European Commission - 7th Framework Programme European Museums and Libraries in/of the age of migrations last updated: February 2015


Transnational History of Museums

17-18 February 2012

Berlin, Germany | Technische Universität

 

 

Temple of muses, custodian of cultural heritage, site of memory, space for the mediation of taste and knowledge: The functions of the museum are manifold and are given different emphases, depending on the type of museum and the disciplinary outlook. However, the argument that the institution is a major venue for the construction of national identity has recurred again and again since the first royal collections were opened to the public around the middle of the eighteenth centuryIndeed, the number of museum foundations was particularly high in Europe during the nineteenth century, when the modern nation-state was being established. Yet the tight linkage between nation-building and the birth of public collections has increasingly been called into question by recent scholarly work on the history of museums. Instead, local traditions have been stressed or international comparisons have been drawn upon in order to explain policies of collecting, the display of exhibits or the architectural design of individual galleries.

 

The aim of the planned conference is to go beyond the national framework in analyzing the institution of the museum. It offers an invitation to reflect from a transnational perspective upon the purposes and concepts of museums, museum practices, and the perception of museum culture. Which models from abroad were imported by museum representatives in order to give their own collections a certain profile? To what extent were "foreign" principles of order and hanging appropriated? Can the international networks on which museum experts relied be reconstructed? How can we describe the activities of commissions that were assigned to explore the organisation of museums beyond their geographic borders? Did an internationally inspired taste have any influence on the planning, the architectural settings or the compositions of collections? Do documents such as letters, travelogues or diaries written by museum visitors give concrete indications of a comparative, transnational perception?

 

Central to the conference is the discussion of the museum as a space of, even product of, cross-border processes of exchange and transfer. Seen from this angle, an examination of the museum of art, in particular, is to be carried out, also taking into account archaeological and historico-cultural collections, arts and crafts museums and the so-called universal museums inside and outside of Europe. Chronologically, the conference sets in around 1750, at that point in history when there was a gathering momentum of the crucial characteristics of the modern museum of art still familiar today: public access, an independent exhibition space or building, the application of scientific principles of order, or didactic aspirations. A second chronological benchmark - before the caesura of World War II - is the conference that took place in Madrid in 1934. For the first time, museum experts from all over the world came together and thus made the museum, as such, very literally the pivotal subject of intense international discussion.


→ TO DO:
Whenever a line in the entries includes the word "diagram", copy that line out.

→ Items from a figure collection:
----
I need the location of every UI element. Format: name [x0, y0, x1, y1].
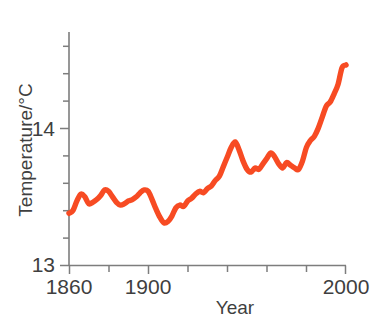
x-tick-label-2000: 2000: [323, 275, 370, 298]
y-axis-title: Temperature/°C: [15, 83, 36, 216]
x-axis-title: Year: [216, 297, 255, 318]
plot-area: [69, 65, 346, 223]
y-axis-group: 13 14 Temperature/°C: [15, 32, 69, 276]
x-axis-group: 1860 1900 2000 Year: [46, 266, 370, 319]
x-tick-label-1860: 1860: [46, 275, 93, 298]
temperature-series-line: [69, 65, 346, 223]
temperature-line-chart: 13 14 Temperature/°C 1860 1900 2000 Year: [0, 0, 386, 324]
x-tick-label-1900: 1900: [125, 275, 172, 298]
chart-canvas: 13 14 Temperature/°C 1860 1900 2000 Year: [0, 0, 386, 324]
y-tick-label-13: 13: [32, 253, 55, 276]
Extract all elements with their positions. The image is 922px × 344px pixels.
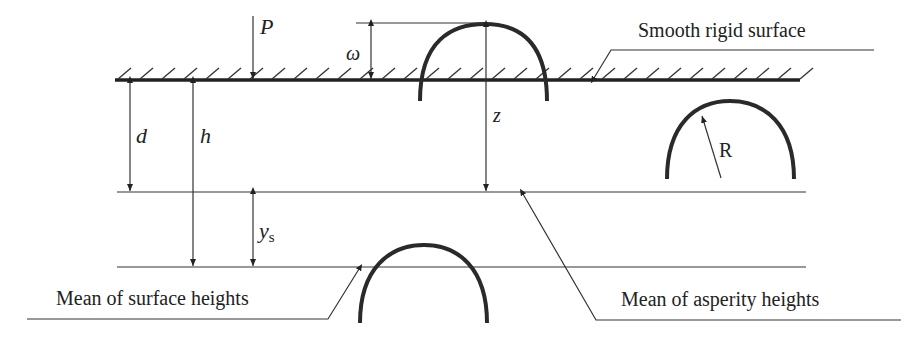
surface-separation-label: h [200, 123, 211, 148]
asperity-height-label: z [492, 104, 501, 126]
asperity-separation-label: d [136, 123, 148, 148]
contacting-asperity [420, 24, 547, 101]
hatching [118, 68, 813, 79]
surface-mean-callout: Mean of surface heights [56, 287, 249, 310]
interference-label: ω [346, 42, 360, 64]
rigid-surface-leader [594, 50, 874, 78]
lower-asperity [360, 245, 487, 323]
diagram-canvas: P ω z d h ys R Smooth rigid surface Mean… [0, 0, 922, 344]
contact-model-diagram: P ω z d h ys R Smooth rigid surface Mean… [0, 0, 922, 344]
rigid-surface [115, 68, 813, 80]
asperity-mean-callout: Mean of asperity heights [621, 288, 819, 311]
rigid-surface-callout: Smooth rigid surface [638, 19, 806, 42]
load-label: P [259, 14, 273, 39]
mean-offset-label: ys [257, 218, 275, 245]
radius-label: R [719, 139, 733, 161]
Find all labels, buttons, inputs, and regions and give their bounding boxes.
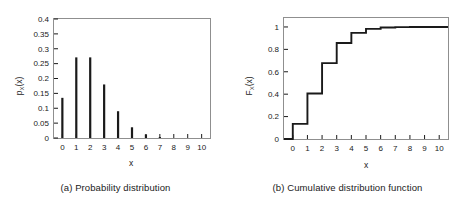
cdf-x-axis-title: x xyxy=(364,160,369,170)
svg-text:FX(x): FX(x) xyxy=(244,76,255,95)
panel-cumulative-distribution: 00.20.40.60.81 012345678910 FX(x) x (b) … xyxy=(232,0,463,203)
pmf-y-tick-label: 0.25 xyxy=(33,59,49,68)
panel-a-caption: (a) Probability distribution xyxy=(0,182,231,193)
pmf-x-tick-label: 6 xyxy=(144,143,149,152)
cdf-ylabel-tail: (x) xyxy=(244,76,254,86)
pmf-y-tick-label: 0 xyxy=(45,134,50,143)
cdf-x-tick-label: 6 xyxy=(378,144,383,153)
pmf-y-tick-label: 0.15 xyxy=(33,89,49,98)
pmf-x-tick-label: 0 xyxy=(60,143,65,152)
pmf-ylabel-tail: (x) xyxy=(14,77,24,87)
panel-b-caption: (b) Cumulative distribution function xyxy=(232,182,463,193)
pmf-y-tick-label: 0.4 xyxy=(38,15,50,24)
cdf-y-tick-label: 0.6 xyxy=(268,68,280,77)
pmf-bar xyxy=(103,84,105,138)
pmf-y-tick-label: 0.05 xyxy=(33,119,49,128)
pmf-x-tick-label: 4 xyxy=(116,143,121,152)
cdf-y-tick-label: 0 xyxy=(275,135,280,144)
cdf-y-axis-title: FX(x) xyxy=(244,76,255,95)
pmf-y-tick-label: 0.35 xyxy=(33,30,49,39)
pmf-plot: 00.050.10.150.20.250.30.350.4 0123456789… xyxy=(0,0,231,203)
cdf-x-tick-label: 9 xyxy=(422,144,427,153)
pmf-y-tick-label: 0.2 xyxy=(38,74,50,83)
pmf-bar xyxy=(89,57,91,138)
pmf-x-axis-title: x xyxy=(129,158,134,168)
cdf-x-tick-label: 2 xyxy=(320,144,325,153)
pmf-bar xyxy=(75,57,77,138)
pmf-x-tick-label: 9 xyxy=(185,143,190,152)
pmf-y-tick-label: 0.3 xyxy=(38,45,50,54)
cdf-x-tick-label: 0 xyxy=(291,144,296,153)
pmf-y-axis-ticks: 00.050.10.150.20.250.30.350.4 xyxy=(33,15,58,143)
cdf-x-tick-label: 4 xyxy=(349,144,354,153)
pmf-x-tick-label: 5 xyxy=(130,143,135,152)
cdf-y-tick-label: 0.8 xyxy=(268,45,280,54)
pmf-x-tick-label: 2 xyxy=(88,143,93,152)
cdf-y-tick-label: 1 xyxy=(275,23,280,32)
pmf-y-axis-title: pX(x) xyxy=(14,77,25,96)
pmf-y-tick-label: 0.1 xyxy=(38,104,50,113)
pmf-bar xyxy=(117,111,119,138)
cdf-y-tick-label: 0.4 xyxy=(268,90,280,99)
cdf-plot: 00.20.40.60.81 012345678910 FX(x) x xyxy=(232,0,463,203)
cdf-y-tick-label: 0.2 xyxy=(268,112,280,121)
cdf-x-tick-label: 8 xyxy=(408,144,413,153)
panel-probability-distribution: 00.050.10.150.20.250.30.350.4 0123456789… xyxy=(0,0,231,203)
pmf-bar xyxy=(145,134,147,138)
pmf-bar xyxy=(61,98,63,138)
pmf-x-tick-label: 1 xyxy=(74,143,79,152)
pmf-x-tick-label: 10 xyxy=(197,143,206,152)
cdf-x-tick-label: 3 xyxy=(334,144,339,153)
svg-text:pX(x): pX(x) xyxy=(14,77,25,96)
cdf-x-tick-label: 1 xyxy=(305,144,310,153)
pmf-bar xyxy=(131,127,133,138)
pmf-bar xyxy=(159,137,161,138)
cdf-x-tick-label: 10 xyxy=(435,144,444,153)
pmf-x-tick-label: 3 xyxy=(102,143,107,152)
poisson-figure-pair: 00.050.10.150.20.250.30.350.4 0123456789… xyxy=(0,0,463,203)
cdf-x-tick-label: 5 xyxy=(364,144,369,153)
pmf-x-tick-label: 8 xyxy=(172,143,177,152)
cdf-x-tick-label: 7 xyxy=(393,144,398,153)
pmf-x-tick-label: 7 xyxy=(158,143,163,152)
----
→ RESULT BELOW:
diagram-canvas: P ω z d h ys R Smooth rigid surface Mean… [0, 0, 922, 344]
contact-model-diagram: P ω z d h ys R Smooth rigid surface Mean… [0, 0, 922, 344]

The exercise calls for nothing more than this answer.